(30 days)
The StealthStation System, with StealthStation Cranial Software, is intended as an aid for locating anatomical structures in either open or percutaneous neurosurgical procedures. Their use is indicated for any medical condition in which the use of stereotactic surgery may be appropriate, and where reference to a rigid anatomical structure, such as the skull, can be identified relative to images of the anatomy.
This can include, but is not limited to, the following cranial procedures (including stereotactic frame-based and stereotactic frame alternatives-based procedures):
- Tumor resections
- General ventricular catheter placement
- Pediatric ventricular catheter placement
- Depth electrode, lead, and probe placement
- Cranial biopsies
The StealthStation™ Cranial Software v1.3.2 works in conjunction with an Image Guided System (IGS) which consists of clinical software, surgical instruments, a referencing system and platform/computer hardware. Image guidance, also called navigation, tracks the position of instruments in relation to the surgical anatomy and identifies this position on diagnostic or intraoperative images of the patient. During surgery, positions of specialized surgical instruments are continuously updated on these images either by optical tracking or electromagnetic tracking.
Cranial software functionality is described in terms of its feature sets which are categorized as imaging modalities, registration, planning, interfaces with medical devices, and views. Feature sets include functionality that contributes to clinical decision making and are necessary to achieve system performance.
The acceptance criteria for the StealthStation™ Cranial Software v1.3.2 are not explicitly detailed in the provided document beyond the general statement of "System Accuracy Requirements" being "Identical" to the predicate device. The performance characteristics of the predicate device, StealthStation™ Cranial Software v1.3.0, are stated as the benchmark for system accuracy.
Here's the information extracted from the document:
1. Table of Acceptance Criteria and Reported Device Performance:
Criteria/Feature | Acceptance Criteria (based on Predicate Device K201175) | Reported Device Performance (StealthStation™ Cranial Software v1.3.2) |
---|---|---|
System Accuracy | Mean 3D positional error ≤ 2.0 mm | Identical; no changes made to the StealthStation™ Cranial Software that would require System Accuracy testing for v1.3.2 |
Mean trajectory angle accuracy ≤ 2.0 degrees | ||
All other features | Functions and performs as described for the predicate device. | All other features are identical to the predicate device. |
2. Sample size used for the test set and the data provenance:
- The document states that "Software verification testing for each requirement specification" was conducted and "Design verification was performed using the StealthStation™ System with Station™ Cranial Software v1.3.2 in laboratory."
- No specific sample size for a test set is mentioned. The testing described is software verification and design verification, not a clinical study on patient data for performance evaluation in the typical sense of AI/ML devices.
- Data provenance is not applicable or not disclosed as the document indicates "Clinical testing was not considered necessary prior to release as this is not new technology."
3. Number of experts used to establish the ground truth for the test set and the qualifications of those experts:
- Not applicable. The testing described is software and design verification rather than a clinical performance study requiring expert ground truth establishment from patient data.
4. Adjudication method (e.g. 2+1, 3+1, none) for the test set:
- Not applicable. This information is relevant for clinical studies involving multiple reviewers adjudicating findings, which was not performed.
5. If a multi reader multi case (MRMC) comparative effectiveness study was done, If so, what was the effect size of how much human readers improve with AI vs without AI assistance:
- No. An MRMC comparative effectiveness study was not performed. The device is a navigation system and not an AI-assisted diagnostic tool that would typically involve human readers.
6. If a standalone (i.e. algorithm only without human-in-the-loop performance) was done:
- No. The device is a surgical navigation system, which is inherently a human-in-the-loop tool. The performance evaluation focuses on its accuracy specifications within that use case during design verification.
7. The type of ground truth used (expert consensus, pathology, outcomes data, etc.):
- Not applicable. For the system accuracy, the ground truth would be precise measurements taken in a laboratory setting for the navigational accuracy, rather than clinical ground truth from patient data like pathology or outcomes.
8. The sample size for the training set:
- Not applicable. The document describes a software update for a stereotaxic instrument, not an AI/ML device that undergoes model training with a dataset.
9. How the ground truth for the training set was established:
- Not applicable. As the device is not described as an AI/ML system requiring a training set, the establishment of ground truth for such a set is not relevant.
§ 882.4560 Stereotaxic instrument.
(a)
Identification. A stereotaxic instrument is a device consisting of a rigid frame with a calibrated guide mechanism for precisely positioning probes or other devices within a patient's brain, spinal cord, or other part of the nervous system.(b)
Classification. Class II (performance standards).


What is expected: Scan the listing below for "Permits", then report every line that has it.

Listed entries:

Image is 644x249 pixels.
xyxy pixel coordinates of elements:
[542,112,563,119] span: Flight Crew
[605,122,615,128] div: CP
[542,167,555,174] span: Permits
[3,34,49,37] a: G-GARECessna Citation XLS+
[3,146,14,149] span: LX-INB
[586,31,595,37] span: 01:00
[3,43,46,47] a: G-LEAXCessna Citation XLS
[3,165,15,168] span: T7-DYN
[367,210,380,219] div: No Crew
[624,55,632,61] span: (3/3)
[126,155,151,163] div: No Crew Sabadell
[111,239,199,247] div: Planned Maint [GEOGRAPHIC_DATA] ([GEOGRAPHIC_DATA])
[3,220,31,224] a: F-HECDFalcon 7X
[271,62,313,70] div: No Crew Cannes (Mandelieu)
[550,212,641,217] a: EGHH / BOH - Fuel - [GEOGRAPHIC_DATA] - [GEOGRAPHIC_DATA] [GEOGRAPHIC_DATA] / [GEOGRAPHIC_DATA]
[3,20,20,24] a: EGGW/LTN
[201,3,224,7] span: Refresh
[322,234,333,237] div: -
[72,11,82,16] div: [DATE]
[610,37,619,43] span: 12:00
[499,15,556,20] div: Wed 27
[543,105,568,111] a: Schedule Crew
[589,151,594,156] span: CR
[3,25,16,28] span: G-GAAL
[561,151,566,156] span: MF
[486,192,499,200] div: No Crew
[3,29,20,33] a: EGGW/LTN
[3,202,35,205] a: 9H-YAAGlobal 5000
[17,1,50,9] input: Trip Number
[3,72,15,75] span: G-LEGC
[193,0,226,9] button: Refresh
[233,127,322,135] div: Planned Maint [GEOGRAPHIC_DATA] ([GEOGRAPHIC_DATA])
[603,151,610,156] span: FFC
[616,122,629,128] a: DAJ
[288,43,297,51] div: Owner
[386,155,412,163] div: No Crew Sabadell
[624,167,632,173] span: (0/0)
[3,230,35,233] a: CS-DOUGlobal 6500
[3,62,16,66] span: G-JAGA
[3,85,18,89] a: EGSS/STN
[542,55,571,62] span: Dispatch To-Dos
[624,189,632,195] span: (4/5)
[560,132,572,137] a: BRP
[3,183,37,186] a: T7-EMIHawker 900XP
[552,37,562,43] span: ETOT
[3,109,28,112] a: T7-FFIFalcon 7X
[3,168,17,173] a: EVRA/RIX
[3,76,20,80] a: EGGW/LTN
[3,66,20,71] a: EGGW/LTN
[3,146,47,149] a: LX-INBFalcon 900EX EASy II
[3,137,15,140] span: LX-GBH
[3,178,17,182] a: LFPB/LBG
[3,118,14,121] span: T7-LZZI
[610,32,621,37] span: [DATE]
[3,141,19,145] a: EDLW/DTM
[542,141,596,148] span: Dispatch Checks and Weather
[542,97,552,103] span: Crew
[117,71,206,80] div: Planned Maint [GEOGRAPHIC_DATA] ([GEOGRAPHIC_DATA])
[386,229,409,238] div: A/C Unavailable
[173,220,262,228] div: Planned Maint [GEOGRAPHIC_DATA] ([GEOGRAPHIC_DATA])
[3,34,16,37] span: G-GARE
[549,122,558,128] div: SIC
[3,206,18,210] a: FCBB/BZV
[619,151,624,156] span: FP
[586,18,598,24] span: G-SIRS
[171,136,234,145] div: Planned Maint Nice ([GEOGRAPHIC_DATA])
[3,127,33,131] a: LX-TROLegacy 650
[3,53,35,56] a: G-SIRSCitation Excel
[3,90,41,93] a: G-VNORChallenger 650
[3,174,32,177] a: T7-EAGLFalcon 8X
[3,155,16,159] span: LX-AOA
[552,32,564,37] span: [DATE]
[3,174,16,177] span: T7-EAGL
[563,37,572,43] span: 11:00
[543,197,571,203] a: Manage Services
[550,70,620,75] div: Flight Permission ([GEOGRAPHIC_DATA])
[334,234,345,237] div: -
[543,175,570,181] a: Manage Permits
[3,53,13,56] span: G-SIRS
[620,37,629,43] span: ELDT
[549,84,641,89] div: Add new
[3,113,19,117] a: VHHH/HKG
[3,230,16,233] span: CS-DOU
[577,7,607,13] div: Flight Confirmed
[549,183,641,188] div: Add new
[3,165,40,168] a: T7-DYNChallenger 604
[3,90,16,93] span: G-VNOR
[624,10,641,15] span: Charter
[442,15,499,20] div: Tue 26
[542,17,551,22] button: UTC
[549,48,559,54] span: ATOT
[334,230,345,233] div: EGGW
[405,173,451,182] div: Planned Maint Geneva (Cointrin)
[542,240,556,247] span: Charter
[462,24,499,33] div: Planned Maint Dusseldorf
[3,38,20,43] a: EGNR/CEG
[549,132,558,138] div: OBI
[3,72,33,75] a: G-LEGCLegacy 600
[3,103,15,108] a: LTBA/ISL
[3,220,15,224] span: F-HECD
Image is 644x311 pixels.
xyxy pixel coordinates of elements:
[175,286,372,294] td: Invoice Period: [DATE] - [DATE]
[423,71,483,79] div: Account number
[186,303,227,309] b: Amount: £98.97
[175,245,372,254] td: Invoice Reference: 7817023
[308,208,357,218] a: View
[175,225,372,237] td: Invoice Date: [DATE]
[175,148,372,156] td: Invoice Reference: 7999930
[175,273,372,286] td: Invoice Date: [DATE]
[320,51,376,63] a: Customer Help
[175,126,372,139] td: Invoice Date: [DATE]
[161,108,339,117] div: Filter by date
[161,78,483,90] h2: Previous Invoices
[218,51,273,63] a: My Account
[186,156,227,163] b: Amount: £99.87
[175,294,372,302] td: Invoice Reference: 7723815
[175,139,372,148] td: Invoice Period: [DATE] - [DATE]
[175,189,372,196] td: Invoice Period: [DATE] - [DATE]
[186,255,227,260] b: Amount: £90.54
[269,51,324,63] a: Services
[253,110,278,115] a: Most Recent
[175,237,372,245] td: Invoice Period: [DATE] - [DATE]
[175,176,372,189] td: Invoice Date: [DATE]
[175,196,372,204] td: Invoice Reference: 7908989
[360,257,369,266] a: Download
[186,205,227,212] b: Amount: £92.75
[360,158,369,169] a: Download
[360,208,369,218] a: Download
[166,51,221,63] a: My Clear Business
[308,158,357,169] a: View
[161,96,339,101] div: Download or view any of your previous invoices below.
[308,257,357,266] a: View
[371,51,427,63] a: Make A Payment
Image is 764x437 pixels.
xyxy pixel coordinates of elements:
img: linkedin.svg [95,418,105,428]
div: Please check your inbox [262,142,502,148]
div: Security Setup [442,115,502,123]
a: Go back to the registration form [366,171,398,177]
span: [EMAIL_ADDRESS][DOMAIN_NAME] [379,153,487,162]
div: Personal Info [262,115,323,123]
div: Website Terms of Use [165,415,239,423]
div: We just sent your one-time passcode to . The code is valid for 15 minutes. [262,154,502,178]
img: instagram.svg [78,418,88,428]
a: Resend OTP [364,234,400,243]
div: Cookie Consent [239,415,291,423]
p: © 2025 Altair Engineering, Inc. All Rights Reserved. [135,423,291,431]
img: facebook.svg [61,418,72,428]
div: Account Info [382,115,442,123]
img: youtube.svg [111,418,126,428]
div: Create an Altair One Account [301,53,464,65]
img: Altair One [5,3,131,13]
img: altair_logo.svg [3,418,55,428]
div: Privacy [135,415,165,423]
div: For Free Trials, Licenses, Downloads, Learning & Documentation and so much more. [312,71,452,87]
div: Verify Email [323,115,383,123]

Response:
[542,167,555,174] span: Permits
[543,175,570,181] a: Manage Permits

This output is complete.